Managing character types is a little more
complicated. Not only do you have to worry about the minimum and
maximum string lengths, but you also have to worry about the average
size and the amount of variation. For our current purposes, an
index
is a field or combination of fields
on which you plan to search—basically, the fields in your
WHERE
clause. Indexing is, however, much more
complicated, so we will provide further details later in the chapter.
What’s important to note here is that indexing on
character fields works best when the field is a fixed length. If
there is little or, preferably, no variation in the length of your
character-based fields, then a CHAR
type is
appropriate. An example of a good candidate for a
CHAR
field is a country code. The
ISO provides a
comprehensive list of standard two-character representations of
country codes (US for the U.S., FR for
France, etc.).[3] Because these codes are always exactly two characters, a
CHAR(2)
is the
best way to maintain the country code based on the ISO representation
A value does not need to be constant length to use a
CHAR
field. It should, however, have very little
variance. Phone numbers, for example, can be stored safely in a
CHAR(13)
field even though phone number lengths
vary from nation to nation. The variance is little enough that there
is no point in making a phone number field variable in length. Keep
in mind that with a CHAR
field, no matter how big
the actual string being stored is, the field always takes up exactly
the number of characters specified as the field’s
size—no more, no less. Any difference between the length of the
text being stored and the length of the field is made up by padding
the value with spaces. While the few potential extra characters being
wasted on a subset of the phone number data is not anything to worry
about, you do not want to be wasting much more.

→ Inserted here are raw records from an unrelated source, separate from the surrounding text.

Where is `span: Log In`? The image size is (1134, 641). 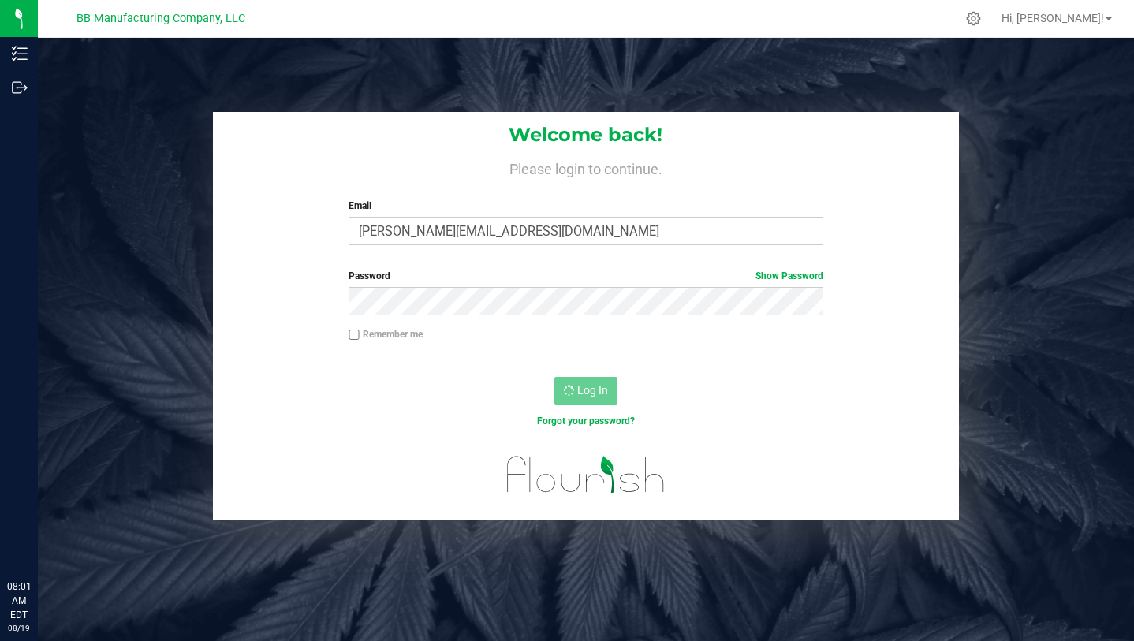 span: Log In is located at coordinates (592, 390). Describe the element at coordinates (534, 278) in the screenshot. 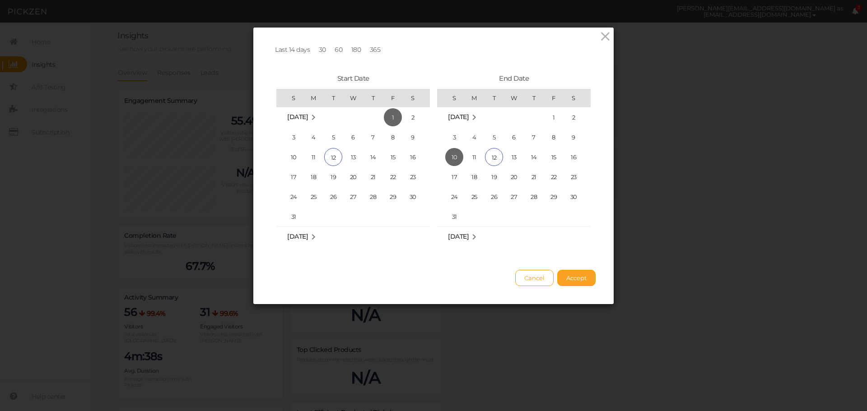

Variable-length text fields are appropriate for text fields with widely varying lengths. A good, common example of a field that demands a variable-length data type is a web URL. Most web addresses are relatively short (e.g., http://www.ora.com, http://www.imaginary.com, http://www.mysql.com) and consequentially do not pose problems. Occasionally, however, you will run into web addresses such as:
http://www.winespectator.com/Wine/Spectator/ |
_notes|5527293926834323221480431354?Xv11=&Xr5=&Xv1=&type-region- |
search-code=&Xa14=flora+springs&Xv4= |
If you construct a CHAR
field large enough to hold
this URL, you will be wasting a significant amount of space for
almost every other URL being stored. A variable-length field lets you
define a field length that can store the odd, long-length value while
not wasting all that space for the common, short-length values.
Variable-length text fields in MySQL use only as much space as
necessary to store an individual value into the field. A
VARCHAR(255)
field
that holds the string “hello
world,” for example, takes up only 12 bytes (1 byte
for each character plus an extra byte to store the length).
MySQL varies from the ANSI standard by not padding
VARCHAR
fields. Any extra spaces are removed from
a value before it is stored.
You cannot store strings with lengths greater than the field length
you have specified. With a VARCHAR(4)
field, you
can store at most a string with four characters. If you attempt to
store the string “happy birthday,”
MySQL will truncate the string to
“happ.” The downside is that there
is no way to store the odd string that exceeds your designated field
size. Table 3-2 shows the
storage space required by the different
text data types to store the 144-character Wine Spectator URL shown
earlier, the space required to store an average-sized 30-character
URL, and the maximum string size for that data type.
In this table, note that storage requirements grow 1 byte at a time
for the variable-length types of MEDIUMTEXT
and
LONGTEXT
. This growth is due to the space required
to store the size in variable-length fields. TEXT
uses an extra byte to store the potentially greater length of the
text it contains. Similarly, MEDIUMTEXT
uses an
extra 2 bytes over VARCHAR
, and
LONGTEXT
uses an extra 3 bytes.
If after years of uptime with your database, you find that the world
has changed and a field that once comfortably existed as a
VARCHAR(25)
must now hold strings as long as 30
characters, you are not out of luck. MySQL provides a command called
ALTER TABLE
that enables you to redefine a field
type without losing any data:
ALTER TABLEmytable
MODIFYmycolumn
LONGTEXT
[3] States and provinces do not work the
same way in internationalized applications. If you want to write an
application that works in an international environment, make the
columns for state and province codes CHAR(3)
,
because Australia uses three-character state codes. Also note that
there is a three-character ISO country-code standard.